A judge has questioned why the courts require facts to be "squeezed into a Moorov straitjacket" instead of recognising a more general principle admitting similar fact evidence where relevance is established. Lord Glennie made the obiter comments in a judgment allowing the appeal against conviction o
A motion has been submitted asking the Court of Session to suspend Prime Minister Boris Johnson's request that Parliament be suspended. The legal action is being taken by a cross-party group of more than 70 MPs and peers, with the support of the Good Law Project.
Scotland is considering the creation of a dedicated sexual offences court, a judge has said. Lord Matthews said in a speech at the Third International Advocacy Conference in Nottingham that a judge-led sexual offences review group is considering the measure.
Harper Macleod has announced record results this year, with a 9.5 per cent rise in turnover to £29 million and an eight per cent rise in profits to £11m. The figures for the financial year 2018/19, which represent eight consecutive years of profit growth, come as the firm prepares to com
Support has been given by the Faculty of Advocates to adopting the United Nations Convention on the Rights of the Child (UNCRC) into Scots law – and for it to be done sooner rather than later. In response to a Scottish government consultation on incorporating the UNCRC into domestic law,
A legal bid to stop Serco’s eviction of asylum seekers in Glasgow will return to the Court of Session today as an appeal into a ruling that the housing provider’s lock-change policy was not unlawful gets under way. Home Office contractor Serco was forced to temporarily pause it
Turnover at Blackadders Wealth Management LLP has risen by £74,000 to £1.8m for the year to the end of March 31. The firm is owned by Blackadders LLP's directors and provides financial planning and investment management advice.

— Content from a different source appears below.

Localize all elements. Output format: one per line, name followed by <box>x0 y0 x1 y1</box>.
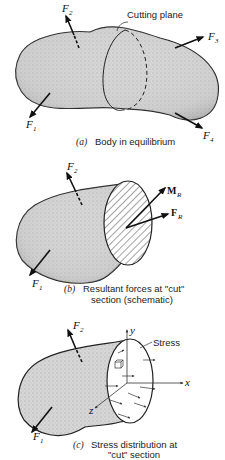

The Faculty of Advocates is launching a new diary and case management system, which will have benefits for advocates and instructing solicitors. The system, Lex, allows advocates and their clerks to better manage the full life cycle of an instruction, from initial meeting or telephone call to conclu
The UK's advertising regulator has ordered the Home Office to withdraw a "misleading" advert for the post-Brexit EU settlement scheme. In a ruling published today, the Advertising Standards Authority (ASA) said the radio advert gives listeners the impression that a passport or ID card is the only id
Russia violated the rights of an auditor charged with organised tax evasion who died in pre-trial detention in November 2009, judges in the European Court of Human Rights have unanimously ruled.
The first recipient of a scholarship which commemorates the life and work of leading Scottish lawyer Kirk Murdoch has been named. Demi Scorfield, 20, a law student at the University of Edinburgh, will be supported throughout her third and fourth year undergraduate course and will be offered summer i
A team of ten intrepid fundraisers from the Glasgow office of sister law firms Irwin Mitchell and Ascent, has scaled the dizzy heights of The Cobbler near Loch Lomond, raising around £2,500 to support the Teenage Cancer Trust (Scotland).
A judge in Mexico has granted two people the right to use cocaine recreationally in the first ever ruling of its kind. Both claimants were granted the right to "possess, transport and use cocaine" but not sell it, Mexico United Against Crime (MUCD) said.